§ **Exercise**: Repeat, line for line, the entries printed below.

===

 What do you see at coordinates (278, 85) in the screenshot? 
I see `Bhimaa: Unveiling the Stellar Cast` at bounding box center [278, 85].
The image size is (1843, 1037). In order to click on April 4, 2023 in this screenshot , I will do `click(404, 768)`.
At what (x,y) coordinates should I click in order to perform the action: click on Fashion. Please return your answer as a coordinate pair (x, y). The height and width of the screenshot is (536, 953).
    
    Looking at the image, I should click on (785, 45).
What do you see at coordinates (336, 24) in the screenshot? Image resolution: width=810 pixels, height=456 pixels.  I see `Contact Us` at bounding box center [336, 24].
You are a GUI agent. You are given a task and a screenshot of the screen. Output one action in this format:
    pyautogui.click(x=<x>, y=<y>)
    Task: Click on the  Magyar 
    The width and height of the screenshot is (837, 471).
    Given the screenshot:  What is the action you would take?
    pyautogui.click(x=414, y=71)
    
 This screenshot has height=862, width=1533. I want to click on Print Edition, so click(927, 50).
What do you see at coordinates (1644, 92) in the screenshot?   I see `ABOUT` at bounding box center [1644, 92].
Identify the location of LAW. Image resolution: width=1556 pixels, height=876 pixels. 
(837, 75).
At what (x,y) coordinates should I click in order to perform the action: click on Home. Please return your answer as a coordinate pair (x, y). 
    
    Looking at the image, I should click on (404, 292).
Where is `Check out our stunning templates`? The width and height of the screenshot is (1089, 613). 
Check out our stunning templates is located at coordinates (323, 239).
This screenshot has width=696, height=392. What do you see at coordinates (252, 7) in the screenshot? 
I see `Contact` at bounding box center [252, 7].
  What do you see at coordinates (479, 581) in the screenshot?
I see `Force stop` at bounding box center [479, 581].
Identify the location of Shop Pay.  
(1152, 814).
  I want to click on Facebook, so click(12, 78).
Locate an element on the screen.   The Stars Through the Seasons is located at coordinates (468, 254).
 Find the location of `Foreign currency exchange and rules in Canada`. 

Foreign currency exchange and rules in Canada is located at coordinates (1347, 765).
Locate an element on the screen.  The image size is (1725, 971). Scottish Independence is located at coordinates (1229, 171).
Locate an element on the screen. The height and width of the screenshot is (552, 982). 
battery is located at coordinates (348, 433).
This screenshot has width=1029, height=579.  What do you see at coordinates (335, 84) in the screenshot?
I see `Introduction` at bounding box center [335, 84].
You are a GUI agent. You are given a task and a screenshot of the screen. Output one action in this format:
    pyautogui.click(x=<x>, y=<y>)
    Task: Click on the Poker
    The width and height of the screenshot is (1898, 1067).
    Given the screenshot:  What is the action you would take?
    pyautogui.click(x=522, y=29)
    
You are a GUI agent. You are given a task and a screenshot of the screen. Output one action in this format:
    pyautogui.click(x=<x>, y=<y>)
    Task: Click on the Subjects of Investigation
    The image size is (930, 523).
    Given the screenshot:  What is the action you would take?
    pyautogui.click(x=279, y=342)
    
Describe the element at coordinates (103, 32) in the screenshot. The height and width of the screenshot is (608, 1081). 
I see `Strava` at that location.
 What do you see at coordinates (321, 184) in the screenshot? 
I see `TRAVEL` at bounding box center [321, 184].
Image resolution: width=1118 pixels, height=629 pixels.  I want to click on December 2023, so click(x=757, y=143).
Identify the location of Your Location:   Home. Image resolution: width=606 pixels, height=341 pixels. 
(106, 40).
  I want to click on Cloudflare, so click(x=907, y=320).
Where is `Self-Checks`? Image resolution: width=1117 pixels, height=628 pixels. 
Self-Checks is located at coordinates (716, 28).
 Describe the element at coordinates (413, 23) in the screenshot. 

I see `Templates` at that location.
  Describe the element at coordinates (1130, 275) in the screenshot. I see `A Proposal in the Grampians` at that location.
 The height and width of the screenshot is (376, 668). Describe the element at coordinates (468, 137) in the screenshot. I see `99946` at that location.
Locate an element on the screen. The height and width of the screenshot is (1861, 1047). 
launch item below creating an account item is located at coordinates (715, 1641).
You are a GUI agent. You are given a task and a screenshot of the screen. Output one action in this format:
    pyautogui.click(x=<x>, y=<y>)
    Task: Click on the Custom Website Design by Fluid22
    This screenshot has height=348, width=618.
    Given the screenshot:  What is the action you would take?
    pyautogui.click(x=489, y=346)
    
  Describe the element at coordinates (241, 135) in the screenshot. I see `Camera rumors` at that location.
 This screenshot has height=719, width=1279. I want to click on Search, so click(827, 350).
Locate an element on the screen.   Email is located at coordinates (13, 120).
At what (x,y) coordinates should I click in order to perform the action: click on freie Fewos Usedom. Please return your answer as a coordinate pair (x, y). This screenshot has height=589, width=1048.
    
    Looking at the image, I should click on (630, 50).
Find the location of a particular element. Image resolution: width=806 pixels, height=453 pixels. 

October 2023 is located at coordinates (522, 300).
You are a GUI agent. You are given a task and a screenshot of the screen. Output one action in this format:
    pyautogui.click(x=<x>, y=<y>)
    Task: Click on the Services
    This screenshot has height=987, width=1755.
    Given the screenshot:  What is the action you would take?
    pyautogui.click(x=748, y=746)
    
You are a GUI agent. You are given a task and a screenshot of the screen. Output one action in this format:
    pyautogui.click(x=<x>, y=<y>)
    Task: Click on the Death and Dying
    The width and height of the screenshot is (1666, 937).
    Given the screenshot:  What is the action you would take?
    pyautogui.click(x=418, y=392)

===

§ **Answer to this task**:
 What do you see at coordinates (278, 85) in the screenshot? 
I see `Bhimaa: Unveiling the Stellar Cast` at bounding box center [278, 85].
The image size is (1843, 1037). In order to click on April 4, 2023 in this screenshot , I will do `click(404, 768)`.
At what (x,y) coordinates should I click in order to perform the action: click on Fashion. Please return your answer as a coordinate pair (x, y). The height and width of the screenshot is (536, 953).
    
    Looking at the image, I should click on (785, 45).
What do you see at coordinates (336, 24) in the screenshot? Image resolution: width=810 pixels, height=456 pixels.  I see `Contact Us` at bounding box center [336, 24].
You are a GUI agent. You are given a task and a screenshot of the screen. Output one action in this format:
    pyautogui.click(x=<x>, y=<y>)
    Task: Click on the  Magyar 
    The width and height of the screenshot is (837, 471).
    Given the screenshot:  What is the action you would take?
    pyautogui.click(x=414, y=71)
    
 This screenshot has height=862, width=1533. I want to click on Print Edition, so click(927, 50).
What do you see at coordinates (1644, 92) in the screenshot?   I see `ABOUT` at bounding box center [1644, 92].
Identify the location of LAW. Image resolution: width=1556 pixels, height=876 pixels. 
(837, 75).
At what (x,y) coordinates should I click in order to perform the action: click on Home. Please return your answer as a coordinate pair (x, y). 
    
    Looking at the image, I should click on (404, 292).
Where is `Check out our stunning templates`? The width and height of the screenshot is (1089, 613). 
Check out our stunning templates is located at coordinates (323, 239).
This screenshot has width=696, height=392. What do you see at coordinates (252, 7) in the screenshot? 
I see `Contact` at bounding box center [252, 7].
  What do you see at coordinates (479, 581) in the screenshot?
I see `Force stop` at bounding box center [479, 581].
Identify the location of Shop Pay.  
(1152, 814).
  I want to click on Facebook, so click(12, 78).
Locate an element on the screen.   The Stars Through the Seasons is located at coordinates (468, 254).
 Find the location of `Foreign currency exchange and rules in Canada`. 

Foreign currency exchange and rules in Canada is located at coordinates (1347, 765).
Locate an element on the screen.  The image size is (1725, 971). Scottish Independence is located at coordinates (1229, 171).
Locate an element on the screen. The height and width of the screenshot is (552, 982). 
battery is located at coordinates (348, 433).
This screenshot has width=1029, height=579.  What do you see at coordinates (335, 84) in the screenshot?
I see `Introduction` at bounding box center [335, 84].
You are a GUI agent. You are given a task and a screenshot of the screen. Output one action in this format:
    pyautogui.click(x=<x>, y=<y>)
    Task: Click on the Poker
    The width and height of the screenshot is (1898, 1067).
    Given the screenshot:  What is the action you would take?
    pyautogui.click(x=522, y=29)
    
You are a GUI agent. You are given a task and a screenshot of the screen. Output one action in this format:
    pyautogui.click(x=<x>, y=<y>)
    Task: Click on the Subjects of Investigation
    The image size is (930, 523).
    Given the screenshot:  What is the action you would take?
    pyautogui.click(x=279, y=342)
    
Describe the element at coordinates (103, 32) in the screenshot. The height and width of the screenshot is (608, 1081). 
I see `Strava` at that location.
 What do you see at coordinates (321, 184) in the screenshot? 
I see `TRAVEL` at bounding box center [321, 184].
Image resolution: width=1118 pixels, height=629 pixels.  I want to click on December 2023, so click(x=757, y=143).
Identify the location of Your Location:   Home. Image resolution: width=606 pixels, height=341 pixels. 
(106, 40).
  I want to click on Cloudflare, so click(x=907, y=320).
Where is `Self-Checks`? Image resolution: width=1117 pixels, height=628 pixels. 
Self-Checks is located at coordinates (716, 28).
 Describe the element at coordinates (413, 23) in the screenshot. 

I see `Templates` at that location.
  Describe the element at coordinates (1130, 275) in the screenshot. I see `A Proposal in the Grampians` at that location.
 The height and width of the screenshot is (376, 668). Describe the element at coordinates (468, 137) in the screenshot. I see `99946` at that location.
Locate an element on the screen. The height and width of the screenshot is (1861, 1047). 
launch item below creating an account item is located at coordinates (715, 1641).
You are a GUI agent. You are given a task and a screenshot of the screen. Output one action in this format:
    pyautogui.click(x=<x>, y=<y>)
    Task: Click on the Custom Website Design by Fluid22
    This screenshot has height=348, width=618.
    Given the screenshot:  What is the action you would take?
    pyautogui.click(x=489, y=346)
    
  Describe the element at coordinates (241, 135) in the screenshot. I see `Camera rumors` at that location.
 This screenshot has height=719, width=1279. I want to click on Search, so click(827, 350).
Locate an element on the screen.   Email is located at coordinates (13, 120).
At what (x,y) coordinates should I click in order to perform the action: click on freie Fewos Usedom. Please return your answer as a coordinate pair (x, y). This screenshot has height=589, width=1048.
    
    Looking at the image, I should click on (630, 50).
Find the location of a particular element. Image resolution: width=806 pixels, height=453 pixels. 

October 2023 is located at coordinates (522, 300).
You are a GUI agent. You are given a task and a screenshot of the screen. Output one action in this format:
    pyautogui.click(x=<x>, y=<y>)
    Task: Click on the Services
    This screenshot has height=987, width=1755.
    Given the screenshot:  What is the action you would take?
    pyautogui.click(x=748, y=746)
    
You are a GUI agent. You are given a task and a screenshot of the screen. Output one action in this format:
    pyautogui.click(x=<x>, y=<y>)
    Task: Click on the Death and Dying
    The width and height of the screenshot is (1666, 937).
    Given the screenshot:  What is the action you would take?
    pyautogui.click(x=418, y=392)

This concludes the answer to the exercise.